In the Shadow of the Banyan by Vaddey Ratner
Wednesday, August 1, 2012 at 10:17AM
TChris in General Fiction, HR, Recent Release, Vaddey Ratner

Published by Simon & Schuster on August 7, 2012

The banyan tree in the courtyard represented a place of safety in war-torn Cambodia for seven-year-old Raami and the royal family to which she belongs -- at least it did until the Khmer Rouge chased the family members from their home.  The Khmer Rouge soldiers are in the vanguard of a “revolution” that, in the mid-1970s, turns Raami’s family into refugees.  Raami’s father, Ayuravann, is a prince and a poet, her grandmother is a queen, but these distinctions merely put the family at greater risk than the displaced peasants they soon join.

In the Shadow of the Banyan is a stirring account of Raami’s young life under the control of the Khmer Rouge.  The Khmer Rouge leaders do not want any Cambodian to remain rooted; individuals must be replanted, must take on new lives in service to the Revolution.  When her family is divided and forced to relocate to a rural village, Raami begins her life anew, concealing her past and watching as friends and relatives -- the ones who aren’t killed by soldiers -- die of malnutrition and disease.  Having been stricken with polio in early childhood, Raami’s limp saves her from the arduous labor to which most villagers are assigned, but nothing can spare her the grief of loss or the pain of hunger.

Vaddey Ratner’s novel is rooted in her own experience as a child in Cambodia.  It tells an emotionally intense story of courage and sacrifice.  While the story is often tragic, rebirth and transformation are the novel’s strongest themes.  Another striking theme is the commonality of man, the shared dignity of rich and poor, royalty and peasant.   “We are all echoes of one another,” Ayuravaan tells Raami, a truth the novel vividly illustrates.

Images of hope and beauty balance the despair that pervades the story. Despite the devastation she must endure daily, Raami never forgets that she is surrounded by beauty. She discovers that a momentary glimpse of the commonplace -- a dragonfly in flight -- can turn the ordinary into something beautiful. “We are capable of extraordinary beauty if we dare to dream,” says Auyravaan as he encourages Raami to dream of flight, to soar with spreading wings, to overcome her disability and the external strictures that govern her life. Although similar metaphors often descend into cheesiness in the hands of uninspired writers, Ratner avoids crossing that line by anchoring her story in truth while avoiding artistic manipulation.

The novel’s imagery is astonishing.  A farmer carves a calf from wood to hang around a cow’s neck, not to replace the mourning cow’s dead calf but “to give shape to her sorrow” -- the kind of sorrow Raami comes to understand all too well.  Recurring images -- serpents, birds in flight, the moon, gardens, mirthful spirits, an epic poem called Reamker, and (of course) banyan trees -- give shape and context to Cambodian life, connecting past to present.  So do the charming folk tales the characters tell each other.

Despite the well-documented atrocities committed by the Khmer Rouge, Ratner writes of individual “revolutionaries” with perception:  they are often just kids, too immature to understand the consequences of their behavior, following the Movement only because it is easier to carry a gun than to push a plow.  Big Uncle says they are “like boys playing war.”  They are illiterate, resentful of the educated, unaware of the “cause” their revolution supposedly intends to achieve.  They glorify violence to mask their own ignorance.  Given her experiences, it is a tribute to Ratner that she writes of them with such understanding.

Ratner is a graceful writer.  Her sentences flow with balletic precision.  Her word choice is impeccable.  Even if the story had been less captivating, I would recommend this novel for the beauty of its prose.  Every now and then Ratner includes a word in Raami’s native language.  Its meaning is usually apparent from the context, but even when its meaning is obscure, Ratner resists the temptation to interrupt the narrative flow with an English translation.  That might bother some readers but I’m more bothered by writers who can’t use a foreign word without immediately supplying an English translation.

In short, this is a stunning work, a powerful story skillfully told.  Although grounded in Ratner’s personal experience, it reads like the product of a seasoned novelist.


If an entry below holds a picture, leave the picture out and print the rest exactly.

*** DATA FOR ANALYSIS ***

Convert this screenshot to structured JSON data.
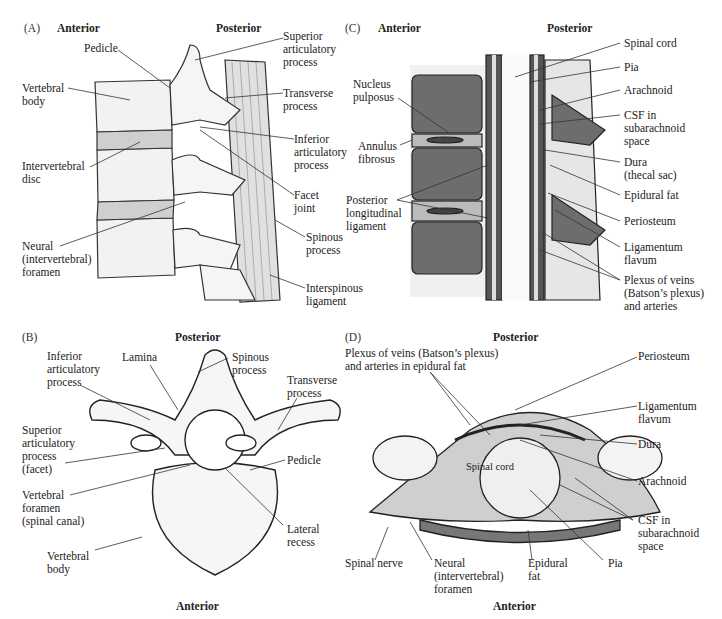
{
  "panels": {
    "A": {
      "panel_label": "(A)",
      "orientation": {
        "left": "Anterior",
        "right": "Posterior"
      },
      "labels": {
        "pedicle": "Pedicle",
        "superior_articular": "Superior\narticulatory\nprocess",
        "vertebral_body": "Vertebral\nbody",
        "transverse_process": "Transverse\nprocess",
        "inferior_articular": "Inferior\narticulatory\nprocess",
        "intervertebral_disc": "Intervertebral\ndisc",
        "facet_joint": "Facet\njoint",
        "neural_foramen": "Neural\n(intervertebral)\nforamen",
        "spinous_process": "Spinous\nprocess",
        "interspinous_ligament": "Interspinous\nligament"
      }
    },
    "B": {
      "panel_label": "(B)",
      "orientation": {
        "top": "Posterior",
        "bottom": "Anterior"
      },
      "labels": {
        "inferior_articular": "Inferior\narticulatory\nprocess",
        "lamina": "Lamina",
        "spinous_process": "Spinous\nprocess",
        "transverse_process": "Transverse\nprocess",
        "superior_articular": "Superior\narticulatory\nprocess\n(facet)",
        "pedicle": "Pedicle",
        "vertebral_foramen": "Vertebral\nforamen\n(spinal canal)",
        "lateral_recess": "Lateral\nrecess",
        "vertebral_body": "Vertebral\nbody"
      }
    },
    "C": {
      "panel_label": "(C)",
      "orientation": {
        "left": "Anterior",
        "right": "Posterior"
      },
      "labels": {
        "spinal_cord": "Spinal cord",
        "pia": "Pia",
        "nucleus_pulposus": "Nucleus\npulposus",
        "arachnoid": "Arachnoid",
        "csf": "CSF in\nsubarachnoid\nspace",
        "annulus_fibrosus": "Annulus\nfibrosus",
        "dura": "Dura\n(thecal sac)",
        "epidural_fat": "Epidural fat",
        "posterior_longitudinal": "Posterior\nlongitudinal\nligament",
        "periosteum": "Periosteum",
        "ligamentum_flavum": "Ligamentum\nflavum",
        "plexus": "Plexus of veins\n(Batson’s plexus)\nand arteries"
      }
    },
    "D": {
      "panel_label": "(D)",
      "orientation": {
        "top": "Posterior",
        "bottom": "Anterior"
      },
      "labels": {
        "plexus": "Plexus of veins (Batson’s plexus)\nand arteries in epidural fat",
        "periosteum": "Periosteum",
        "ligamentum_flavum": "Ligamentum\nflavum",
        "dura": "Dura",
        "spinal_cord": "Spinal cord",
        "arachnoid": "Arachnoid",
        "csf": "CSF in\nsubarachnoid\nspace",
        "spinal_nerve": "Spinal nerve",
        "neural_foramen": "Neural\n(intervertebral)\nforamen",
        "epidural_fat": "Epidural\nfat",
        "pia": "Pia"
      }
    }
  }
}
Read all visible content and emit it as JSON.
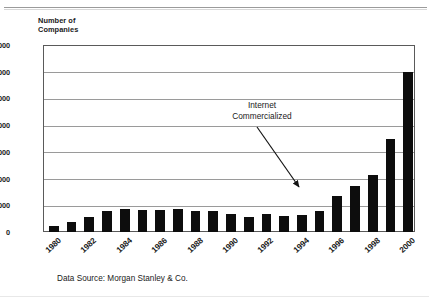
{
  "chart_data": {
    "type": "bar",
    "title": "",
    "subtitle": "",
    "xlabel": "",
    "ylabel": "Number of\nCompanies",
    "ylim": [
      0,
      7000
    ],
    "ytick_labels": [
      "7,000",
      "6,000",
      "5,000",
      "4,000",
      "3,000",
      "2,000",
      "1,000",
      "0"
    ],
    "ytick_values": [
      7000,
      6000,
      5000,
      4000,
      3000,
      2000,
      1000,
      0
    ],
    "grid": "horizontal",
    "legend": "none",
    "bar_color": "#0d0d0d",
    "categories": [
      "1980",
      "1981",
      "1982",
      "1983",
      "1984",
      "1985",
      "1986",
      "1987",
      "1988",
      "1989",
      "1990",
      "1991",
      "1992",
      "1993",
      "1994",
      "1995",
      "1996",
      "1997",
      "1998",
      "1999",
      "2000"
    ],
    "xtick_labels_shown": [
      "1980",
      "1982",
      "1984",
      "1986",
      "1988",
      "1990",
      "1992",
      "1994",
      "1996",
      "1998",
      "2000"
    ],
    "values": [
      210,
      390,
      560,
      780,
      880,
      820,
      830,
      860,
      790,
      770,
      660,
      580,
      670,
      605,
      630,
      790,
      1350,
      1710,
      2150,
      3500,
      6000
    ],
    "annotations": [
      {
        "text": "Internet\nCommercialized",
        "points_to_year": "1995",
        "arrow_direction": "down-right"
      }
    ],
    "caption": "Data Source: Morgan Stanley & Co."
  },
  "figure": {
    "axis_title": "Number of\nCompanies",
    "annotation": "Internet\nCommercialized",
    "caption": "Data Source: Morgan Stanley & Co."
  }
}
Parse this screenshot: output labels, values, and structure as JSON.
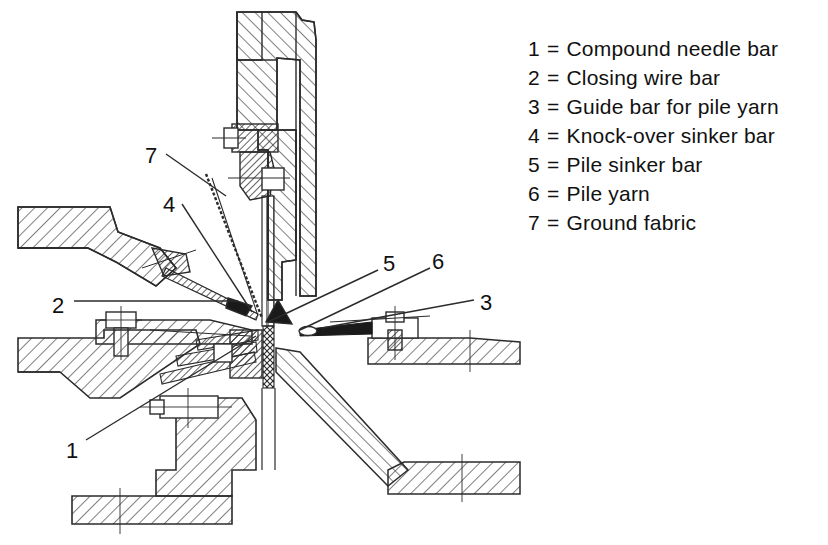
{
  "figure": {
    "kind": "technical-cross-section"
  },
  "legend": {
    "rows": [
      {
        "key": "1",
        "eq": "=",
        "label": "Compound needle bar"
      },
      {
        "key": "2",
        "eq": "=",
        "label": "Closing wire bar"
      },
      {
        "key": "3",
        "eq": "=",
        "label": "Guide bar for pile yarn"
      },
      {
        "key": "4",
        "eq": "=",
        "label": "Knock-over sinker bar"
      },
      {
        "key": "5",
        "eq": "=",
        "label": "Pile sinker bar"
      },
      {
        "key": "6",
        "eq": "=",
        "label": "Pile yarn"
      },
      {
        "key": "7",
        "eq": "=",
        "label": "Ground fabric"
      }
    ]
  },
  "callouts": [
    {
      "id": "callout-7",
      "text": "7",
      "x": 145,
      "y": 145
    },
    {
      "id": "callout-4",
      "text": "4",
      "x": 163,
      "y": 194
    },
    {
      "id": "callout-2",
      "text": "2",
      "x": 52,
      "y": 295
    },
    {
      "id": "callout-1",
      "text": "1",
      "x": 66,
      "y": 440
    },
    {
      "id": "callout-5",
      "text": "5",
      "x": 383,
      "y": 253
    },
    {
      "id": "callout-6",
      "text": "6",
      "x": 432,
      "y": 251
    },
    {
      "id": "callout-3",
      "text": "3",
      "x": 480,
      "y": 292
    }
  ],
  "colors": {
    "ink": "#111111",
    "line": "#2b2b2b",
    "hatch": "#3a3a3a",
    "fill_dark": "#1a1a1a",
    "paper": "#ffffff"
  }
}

*** End of DATA FOR ANALYSIS ***

EXERCISE SOLUTION ▸
Convert this screenshot to structured JSON data.
{
  "panels": {
    "A": {
      "panel_label": "(A)",
      "orientation": {
        "left": "Anterior",
        "right": "Posterior"
      },
      "labels": {
        "pedicle": "Pedicle",
        "superior_articular": "Superior\narticulatory\nprocess",
        "vertebral_body": "Vertebral\nbody",
        "transverse_process": "Transverse\nprocess",
        "inferior_articular": "Inferior\narticulatory\nprocess",
        "intervertebral_disc": "Intervertebral\ndisc",
        "facet_joint": "Facet\njoint",
        "neural_foramen": "Neural\n(intervertebral)\nforamen",
        "spinous_process": "Spinous\nprocess",
        "interspinous_ligament": "Interspinous\nligament"
      }
    },
    "B": {
      "panel_label": "(B)",
      "orientation": {
        "top": "Posterior",
        "bottom": "Anterior"
      },
      "labels": {
        "inferior_articular": "Inferior\narticulatory\nprocess",
        "lamina": "Lamina",
        "spinous_process": "Spinous\nprocess",
        "transverse_process": "Transverse\nprocess",
        "superior_articular": "Superior\narticulatory\nprocess\n(facet)",
        "pedicle": "Pedicle",
        "vertebral_foramen": "Vertebral\nforamen\n(spinal canal)",
        "lateral_recess": "Lateral\nrecess",
        "vertebral_body": "Vertebral\nbody"
      }
    },
    "C": {
      "panel_label": "(C)",
      "orientation": {
        "left": "Anterior",
        "right": "Posterior"
      },
      "labels": {
        "spinal_cord": "Spinal cord",
        "pia": "Pia",
        "nucleus_pulposus": "Nucleus\npulposus",
        "arachnoid": "Arachnoid",
        "csf": "CSF in\nsubarachnoid\nspace",
        "annulus_fibrosus": "Annulus\nfibrosus",
        "dura": "Dura\n(thecal sac)",
        "epidural_fat": "Epidural fat",
        "posterior_longitudinal": "Posterior\nlongitudinal\nligament",
        "periosteum": "Periosteum",
        "ligamentum_flavum": "Ligamentum\nflavum",
        "plexus": "Plexus of veins\n(Batson’s plexus)\nand arteries"
      }
    },
    "D": {
      "panel_label": "(D)",
      "orientation": {
        "top": "Posterior",
        "bottom": "Anterior"
      },
      "labels": {
        "plexus": "Plexus of veins (Batson’s plexus)\nand arteries in epidural fat",
        "periosteum": "Periosteum",
        "ligamentum_flavum": "Ligamentum\nflavum",
        "dura": "Dura",
        "spinal_cord": "Spinal cord",
        "arachnoid": "Arachnoid",
        "csf": "CSF in\nsubarachnoid\nspace",
        "spinal_nerve": "Spinal nerve",
        "neural_foramen": "Neural\n(intervertebral)\nforamen",
        "epidural_fat": "Epidural\nfat",
        "pia": "Pia"
      }
    }
  }
}
Read all visible content and emit it as JSON.
{
  "chart_data": {
    "type": "bar",
    "title": "",
    "subtitle": "",
    "xlabel": "",
    "ylabel": "Number of\nCompanies",
    "ylim": [
      0,
      7000
    ],
    "ytick_labels": [
      "7,000",
      "6,000",
      "5,000",
      "4,000",
      "3,000",
      "2,000",
      "1,000",
      "0"
    ],
    "ytick_values": [
      7000,
      6000,
      5000,
      4000,
      3000,
      2000,
      1000,
      0
    ],
    "grid": "horizontal",
    "legend": "none",
    "bar_color": "#0d0d0d",
    "categories": [
      "1980",
      "1981",
      "1982",
      "1983",
      "1984",
      "1985",
      "1986",
      "1987",
      "1988",
      "1989",
      "1990",
      "1991",
      "1992",
      "1993",
      "1994",
      "1995",
      "1996",
      "1997",
      "1998",
      "1999",
      "2000"
    ],
    "xtick_labels_shown": [
      "1980",
      "1982",
      "1984",
      "1986",
      "1988",
      "1990",
      "1992",
      "1994",
      "1996",
      "1998",
      "2000"
    ],
    "values": [
      210,
      390,
      560,
      780,
      880,
      820,
      830,
      860,
      790,
      770,
      660,
      580,
      670,
      605,
      630,
      790,
      1350,
      1710,
      2150,
      3500,
      6000
    ],
    "annotations": [
      {
        "text": "Internet\nCommercialized",
        "points_to_year": "1995",
        "arrow_direction": "down-right"
      }
    ],
    "caption": "Data Source: Morgan Stanley & Co."
  },
  "figure": {
    "axis_title": "Number of\nCompanies",
    "annotation": "Internet\nCommercialized",
    "caption": "Data Source: Morgan Stanley & Co."
  }
}
Parse this screenshot: output labels, values, and structure as JSON.
{
  "figure": {
    "kind": "technical-cross-section"
  },
  "legend": {
    "rows": [
      {
        "key": "1",
        "eq": "=",
        "label": "Compound needle bar"
      },
      {
        "key": "2",
        "eq": "=",
        "label": "Closing wire bar"
      },
      {
        "key": "3",
        "eq": "=",
        "label": "Guide bar for pile yarn"
      },
      {
        "key": "4",
        "eq": "=",
        "label": "Knock-over sinker bar"
      },
      {
        "key": "5",
        "eq": "=",
        "label": "Pile sinker bar"
      },
      {
        "key": "6",
        "eq": "=",
        "label": "Pile yarn"
      },
      {
        "key": "7",
        "eq": "=",
        "label": "Ground fabric"
      }
    ]
  },
  "callouts": [
    {
      "id": "callout-7",
      "text": "7",
      "x": 145,
      "y": 145
    },
    {
      "id": "callout-4",
      "text": "4",
      "x": 163,
      "y": 194
    },
    {
      "id": "callout-2",
      "text": "2",
      "x": 52,
      "y": 295
    },
    {
      "id": "callout-1",
      "text": "1",
      "x": 66,
      "y": 440
    },
    {
      "id": "callout-5",
      "text": "5",
      "x": 383,
      "y": 253
    },
    {
      "id": "callout-6",
      "text": "6",
      "x": 432,
      "y": 251
    },
    {
      "id": "callout-3",
      "text": "3",
      "x": 480,
      "y": 292
    }
  ],
  "colors": {
    "ink": "#111111",
    "line": "#2b2b2b",
    "hatch": "#3a3a3a",
    "fill_dark": "#1a1a1a",
    "paper": "#ffffff"
  }
}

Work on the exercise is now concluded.